“Now That’s a Prayer” — Throwback Thursday, Ephesians

Ephesians 3:14-21

In the 2003 movie, Bruce Almighty, Jim Carrey plays TV reporter Bruce Nolan. Bruce takes over for God while God (played by Morgan Freeman) enjoys a vacation. Bruce fails in his omnipotent role. Worst of all, he damages his relationship with Grace, his sweet fiancé (played by Jennifer Aniston).

Just when Bruce gets his faith act together, he kneels down in the middle of a highway and gets hit by a truck. He finds himself in “heaven” with God. God wants one thing from Bruce—a real prayer. Bruce’s first effort is filled with clichés and boilerplate lines. God presses Bruce for what Bruce really wants. Bruce says, “Grace.”

“Grace,” God replies. “You want her back?” “No,” Bruce says. “I want her to be happy, no matter what that means. I want her to find someone who will treat her with all the love she deserved from me. I want her to meet someone who will see her always as I do now, through Your eyes.” God is the one who smiles. “Now THAT’S a prayer.”

In Ephesians three, verses fourteen to twenty-one, Paul prays for his readers. He starts with the riches of God’s glory and asks that they “may be filled with all the fullness of God.” That’s a pretty good prayer. Paul finishes with the best benediction in the Bible. “Now to him who by the power at work within us is able to accomplish abundantly far more than all we can ask or imagine, to him be glory in the church and in Christ Jesus to all generations, for ever and ever. Amen.

Now, THAT’S a prayer! God’s abundance is astonishing! That’s the main thought today, so let’s hear it again. God’s abundance is astonishing!

Abundance is not the world’s way. The world’s way is scarcity. In scarcity there is power. I can control you by withholding or dispensing something. If there is enough for all, I lose my power over you. Paul’s prayer subverts our political and economic and emotional assumptions about life.

I love the pointed description of our culture offered by Rowan Williams, former Archbishop of Canterbury. We live. Williams says, in “a prosperous culture in love with the fantasy of absolute individual security and protection against anything that might frustrate the projects of the solitary self.” In other words, we live in a culture that celebrates selfishness and idolizes individual privilege.

Scarcity sustains privilege. Privilege manages and distributes scarce resources to the advantage of the privileged. Then the privileged experience material abundance, use it to ignore the needs of others, and do everything possible to defend that privilege.

It’s no accident that at times of economic uncertainty, organizations like the Ku Klux Klan reappear in force. Whenever white male privilege is threatened, hate groups become popular again. Living from God’s abundance is a form of countercultural resistance. If God is the provider, then humans can’t control us.

God’s abundance is astonishing! God is the Owner. God does not transfer ownership to us. There is a delegation of authority, not a transfer of title. It all belongs to God. We are created to be stewards of God’s abundance.

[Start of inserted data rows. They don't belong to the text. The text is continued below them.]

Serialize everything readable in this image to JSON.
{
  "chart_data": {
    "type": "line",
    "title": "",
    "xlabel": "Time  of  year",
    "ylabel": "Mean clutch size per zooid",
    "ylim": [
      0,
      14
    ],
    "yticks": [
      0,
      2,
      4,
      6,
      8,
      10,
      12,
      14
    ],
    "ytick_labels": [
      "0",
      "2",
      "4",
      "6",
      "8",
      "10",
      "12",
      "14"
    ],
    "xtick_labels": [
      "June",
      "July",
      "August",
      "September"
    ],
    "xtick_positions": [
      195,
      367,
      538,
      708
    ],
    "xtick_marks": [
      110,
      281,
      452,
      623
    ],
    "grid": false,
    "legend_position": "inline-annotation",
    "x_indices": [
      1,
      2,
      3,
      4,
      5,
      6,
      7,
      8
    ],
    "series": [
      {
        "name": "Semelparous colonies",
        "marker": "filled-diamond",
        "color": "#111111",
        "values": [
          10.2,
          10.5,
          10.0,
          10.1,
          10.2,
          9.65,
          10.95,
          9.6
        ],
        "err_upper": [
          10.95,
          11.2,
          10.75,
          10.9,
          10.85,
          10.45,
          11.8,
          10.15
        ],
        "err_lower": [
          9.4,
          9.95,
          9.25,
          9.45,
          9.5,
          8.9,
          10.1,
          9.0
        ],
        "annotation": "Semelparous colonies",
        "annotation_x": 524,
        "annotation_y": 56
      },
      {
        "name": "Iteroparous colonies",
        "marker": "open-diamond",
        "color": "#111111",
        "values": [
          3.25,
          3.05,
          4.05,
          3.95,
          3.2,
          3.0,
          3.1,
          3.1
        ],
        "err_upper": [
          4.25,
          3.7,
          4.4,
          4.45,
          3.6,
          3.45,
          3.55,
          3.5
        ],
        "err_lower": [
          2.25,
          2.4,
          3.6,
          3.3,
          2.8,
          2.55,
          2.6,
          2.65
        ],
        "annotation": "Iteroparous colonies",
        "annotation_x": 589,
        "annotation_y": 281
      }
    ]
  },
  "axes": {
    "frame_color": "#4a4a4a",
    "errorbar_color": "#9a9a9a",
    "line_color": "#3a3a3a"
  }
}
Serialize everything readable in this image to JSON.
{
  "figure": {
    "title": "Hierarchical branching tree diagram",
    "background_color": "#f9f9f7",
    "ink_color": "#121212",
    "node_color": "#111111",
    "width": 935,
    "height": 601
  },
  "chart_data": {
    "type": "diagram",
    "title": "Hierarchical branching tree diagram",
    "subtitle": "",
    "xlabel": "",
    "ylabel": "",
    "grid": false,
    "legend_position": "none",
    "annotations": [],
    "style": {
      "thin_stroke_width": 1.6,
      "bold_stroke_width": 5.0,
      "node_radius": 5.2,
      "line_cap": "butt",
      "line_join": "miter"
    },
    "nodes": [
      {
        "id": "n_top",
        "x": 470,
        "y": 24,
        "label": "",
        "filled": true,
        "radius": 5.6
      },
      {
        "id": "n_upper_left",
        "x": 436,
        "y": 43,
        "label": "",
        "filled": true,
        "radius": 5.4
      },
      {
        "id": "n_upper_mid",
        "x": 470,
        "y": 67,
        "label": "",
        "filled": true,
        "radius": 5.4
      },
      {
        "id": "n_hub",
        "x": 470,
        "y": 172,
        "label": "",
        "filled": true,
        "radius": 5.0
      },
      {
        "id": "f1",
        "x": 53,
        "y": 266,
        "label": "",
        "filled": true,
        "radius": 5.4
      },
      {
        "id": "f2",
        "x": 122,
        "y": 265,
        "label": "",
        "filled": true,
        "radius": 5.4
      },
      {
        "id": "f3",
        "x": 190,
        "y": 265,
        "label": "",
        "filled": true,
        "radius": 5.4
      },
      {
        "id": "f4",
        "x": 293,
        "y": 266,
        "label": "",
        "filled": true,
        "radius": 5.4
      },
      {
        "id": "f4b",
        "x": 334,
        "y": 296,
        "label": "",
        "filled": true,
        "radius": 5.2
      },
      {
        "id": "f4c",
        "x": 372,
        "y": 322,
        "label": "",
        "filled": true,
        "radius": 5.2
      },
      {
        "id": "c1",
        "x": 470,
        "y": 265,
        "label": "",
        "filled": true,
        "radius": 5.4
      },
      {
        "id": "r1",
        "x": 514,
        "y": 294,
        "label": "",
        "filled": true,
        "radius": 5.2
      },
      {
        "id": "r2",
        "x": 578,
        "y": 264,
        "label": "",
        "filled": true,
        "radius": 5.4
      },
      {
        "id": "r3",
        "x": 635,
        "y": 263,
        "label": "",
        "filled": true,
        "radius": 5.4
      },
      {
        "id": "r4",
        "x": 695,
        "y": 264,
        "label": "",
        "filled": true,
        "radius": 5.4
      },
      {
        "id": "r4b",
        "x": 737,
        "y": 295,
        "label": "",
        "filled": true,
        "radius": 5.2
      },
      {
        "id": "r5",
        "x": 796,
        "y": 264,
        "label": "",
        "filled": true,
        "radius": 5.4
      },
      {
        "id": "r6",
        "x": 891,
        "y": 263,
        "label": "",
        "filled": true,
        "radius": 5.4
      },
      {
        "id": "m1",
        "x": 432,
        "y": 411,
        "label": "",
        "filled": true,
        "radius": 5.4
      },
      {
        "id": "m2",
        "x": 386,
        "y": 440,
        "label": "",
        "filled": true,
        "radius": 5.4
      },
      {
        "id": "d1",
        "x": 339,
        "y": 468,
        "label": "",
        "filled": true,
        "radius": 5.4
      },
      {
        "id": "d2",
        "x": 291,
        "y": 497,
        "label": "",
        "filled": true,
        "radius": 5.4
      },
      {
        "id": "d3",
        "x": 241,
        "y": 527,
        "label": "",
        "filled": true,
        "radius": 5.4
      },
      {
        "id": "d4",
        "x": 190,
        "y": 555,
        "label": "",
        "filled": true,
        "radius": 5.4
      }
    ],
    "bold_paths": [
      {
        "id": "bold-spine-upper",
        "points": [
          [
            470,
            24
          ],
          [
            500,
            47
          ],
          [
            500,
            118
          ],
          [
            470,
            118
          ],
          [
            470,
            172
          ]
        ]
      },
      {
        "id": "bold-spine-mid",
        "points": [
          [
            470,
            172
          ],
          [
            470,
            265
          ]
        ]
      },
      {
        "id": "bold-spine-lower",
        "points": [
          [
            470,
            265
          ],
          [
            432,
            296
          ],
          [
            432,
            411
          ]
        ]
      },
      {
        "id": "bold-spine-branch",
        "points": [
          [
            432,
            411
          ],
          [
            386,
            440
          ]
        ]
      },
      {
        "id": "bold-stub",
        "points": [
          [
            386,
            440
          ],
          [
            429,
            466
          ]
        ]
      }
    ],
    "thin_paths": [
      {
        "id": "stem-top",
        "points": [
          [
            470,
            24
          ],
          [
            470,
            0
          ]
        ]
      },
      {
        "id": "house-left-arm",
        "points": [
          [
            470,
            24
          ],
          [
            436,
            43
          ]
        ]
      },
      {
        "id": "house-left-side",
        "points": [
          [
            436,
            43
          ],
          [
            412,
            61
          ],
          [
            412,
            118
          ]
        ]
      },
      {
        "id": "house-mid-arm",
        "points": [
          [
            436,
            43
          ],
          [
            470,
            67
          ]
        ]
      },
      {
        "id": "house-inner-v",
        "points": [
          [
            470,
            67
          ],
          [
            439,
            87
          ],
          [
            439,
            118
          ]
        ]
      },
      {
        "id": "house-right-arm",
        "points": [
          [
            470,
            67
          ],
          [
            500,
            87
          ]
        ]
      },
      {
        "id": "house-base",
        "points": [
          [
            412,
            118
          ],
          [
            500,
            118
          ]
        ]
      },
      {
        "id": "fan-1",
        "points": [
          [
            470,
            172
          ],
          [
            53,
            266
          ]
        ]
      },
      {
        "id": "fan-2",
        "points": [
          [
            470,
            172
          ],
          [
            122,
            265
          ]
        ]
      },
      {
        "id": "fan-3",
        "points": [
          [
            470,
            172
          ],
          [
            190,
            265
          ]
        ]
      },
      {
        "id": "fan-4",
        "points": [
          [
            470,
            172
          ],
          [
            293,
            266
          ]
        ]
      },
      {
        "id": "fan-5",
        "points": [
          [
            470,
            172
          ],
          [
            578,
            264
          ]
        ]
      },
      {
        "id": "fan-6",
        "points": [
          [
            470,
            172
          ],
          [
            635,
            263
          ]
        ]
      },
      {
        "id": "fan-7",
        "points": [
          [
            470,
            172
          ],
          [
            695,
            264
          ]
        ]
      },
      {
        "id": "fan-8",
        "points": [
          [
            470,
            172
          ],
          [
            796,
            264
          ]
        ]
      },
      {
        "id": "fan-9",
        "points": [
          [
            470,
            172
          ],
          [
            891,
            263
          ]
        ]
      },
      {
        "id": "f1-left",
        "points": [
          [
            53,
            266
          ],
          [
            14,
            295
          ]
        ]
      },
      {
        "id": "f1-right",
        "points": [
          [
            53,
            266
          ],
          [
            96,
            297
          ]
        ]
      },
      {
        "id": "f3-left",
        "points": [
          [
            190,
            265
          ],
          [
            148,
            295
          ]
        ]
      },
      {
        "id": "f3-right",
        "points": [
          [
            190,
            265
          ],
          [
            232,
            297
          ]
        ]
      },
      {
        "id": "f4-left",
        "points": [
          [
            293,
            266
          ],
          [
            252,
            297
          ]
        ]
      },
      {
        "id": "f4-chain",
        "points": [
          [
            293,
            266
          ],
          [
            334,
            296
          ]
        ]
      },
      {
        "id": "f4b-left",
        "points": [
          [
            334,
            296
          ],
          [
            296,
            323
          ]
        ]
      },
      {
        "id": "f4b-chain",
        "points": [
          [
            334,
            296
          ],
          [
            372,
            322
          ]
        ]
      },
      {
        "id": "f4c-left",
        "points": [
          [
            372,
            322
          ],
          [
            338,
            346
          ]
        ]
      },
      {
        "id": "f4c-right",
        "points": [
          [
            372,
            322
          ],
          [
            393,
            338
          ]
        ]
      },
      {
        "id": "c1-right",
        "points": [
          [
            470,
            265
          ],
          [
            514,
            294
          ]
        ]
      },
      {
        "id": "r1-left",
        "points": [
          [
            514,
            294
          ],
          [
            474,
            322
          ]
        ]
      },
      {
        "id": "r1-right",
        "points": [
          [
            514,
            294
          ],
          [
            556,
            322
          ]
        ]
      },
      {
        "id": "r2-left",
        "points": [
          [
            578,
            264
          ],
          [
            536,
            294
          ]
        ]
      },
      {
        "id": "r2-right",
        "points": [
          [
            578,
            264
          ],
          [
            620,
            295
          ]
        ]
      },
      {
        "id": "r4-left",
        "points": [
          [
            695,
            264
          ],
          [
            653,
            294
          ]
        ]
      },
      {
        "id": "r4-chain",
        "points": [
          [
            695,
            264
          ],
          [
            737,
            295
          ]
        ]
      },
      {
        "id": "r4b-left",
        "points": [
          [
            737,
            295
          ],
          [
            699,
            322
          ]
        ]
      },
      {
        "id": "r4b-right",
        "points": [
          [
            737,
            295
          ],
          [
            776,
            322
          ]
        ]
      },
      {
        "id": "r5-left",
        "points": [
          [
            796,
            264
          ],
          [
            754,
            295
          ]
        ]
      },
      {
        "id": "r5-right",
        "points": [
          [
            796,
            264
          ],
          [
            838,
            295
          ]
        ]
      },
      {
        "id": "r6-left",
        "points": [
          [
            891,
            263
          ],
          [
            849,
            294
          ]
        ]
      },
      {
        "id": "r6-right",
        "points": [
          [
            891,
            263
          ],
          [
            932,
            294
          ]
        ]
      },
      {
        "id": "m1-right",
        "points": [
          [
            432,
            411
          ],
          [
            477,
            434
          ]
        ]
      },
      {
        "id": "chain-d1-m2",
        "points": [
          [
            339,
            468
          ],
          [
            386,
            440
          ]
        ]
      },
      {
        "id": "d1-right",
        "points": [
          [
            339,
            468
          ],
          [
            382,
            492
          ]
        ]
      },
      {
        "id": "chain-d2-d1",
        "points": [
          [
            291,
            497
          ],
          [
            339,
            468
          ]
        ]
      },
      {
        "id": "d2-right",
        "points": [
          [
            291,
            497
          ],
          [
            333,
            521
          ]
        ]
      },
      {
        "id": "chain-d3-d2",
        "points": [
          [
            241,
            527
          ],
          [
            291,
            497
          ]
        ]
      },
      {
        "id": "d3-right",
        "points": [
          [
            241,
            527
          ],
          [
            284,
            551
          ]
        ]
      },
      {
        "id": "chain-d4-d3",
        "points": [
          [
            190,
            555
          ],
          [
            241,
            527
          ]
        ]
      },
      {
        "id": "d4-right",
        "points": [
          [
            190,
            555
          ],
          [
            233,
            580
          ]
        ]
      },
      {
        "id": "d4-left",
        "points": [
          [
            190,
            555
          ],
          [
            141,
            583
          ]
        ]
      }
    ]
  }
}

Good stewardship makes us truly and fully human. Good stewardship equips us to be what God has created us to be. In the course of this study, we have been reminded that God’s gifts always come with a vocation. So stewardship is how we respond to our call to follow Jesus with our whole lives.

We think we can rely on our own resources. But that’s such a narrow life, such a finite resource, such a shallow well. Jesus leads us to an enlarged and abundant world. God offers far MORE than we can ask for and imagine—not less. God calls us to use our gifts for the power of love, not the love of power.

God’s abundance is astonishing!

Why does Paul pray for his readers? He knows they are discouraged because he’s in jail. Paul’s fate (execution) seemed like a certainty (which it was). How could his readers be anything but discouraged? They are sinking into a scarcity mindset.

Paul reminds them of their vocation. The church speaks the variegated wisdom of God to the rulers and authorities. The rulers and authorities don’t respond well. But it’s all part of God’s plan. So we can speak for God “in boldness and confidence through faith” in the Messiah.

Paul expects his readers to suffer for being Jesus followers. He does not pray for them to be protected from such threats. He prays for them to see beyond the suffering, “to know the love of Christ that surpasses knowledge, so that you may be filled with all the fullness of God.” He prays for them not to be spared but rather strengthened. He invites them to ask and dream big.

Paul invites us to ask and to dream big. Even though God can and will do more than we can ask for or imagine, that shouldn’t keep us from either asking or imagining. Often, we fail to make changes because we simply cannot believe that such a thing could ever happen. My experience is that big things are often resting right under the surface if we have enough patience and trust to see them.

God’s abundance is astonishing!

For example, I didn’t whip up the idea of a child care center or the notion that we could have walking paths and a labyrinth and a retreat center or the idea that we should support mental health issues. Those things were sitting here waiting to be noticed. What is sitting there, waiting to be noticed in your life? What is it that is more than you could ask for or imagine that God wants to do for you, in you, through you by the power of the Holy Spirit?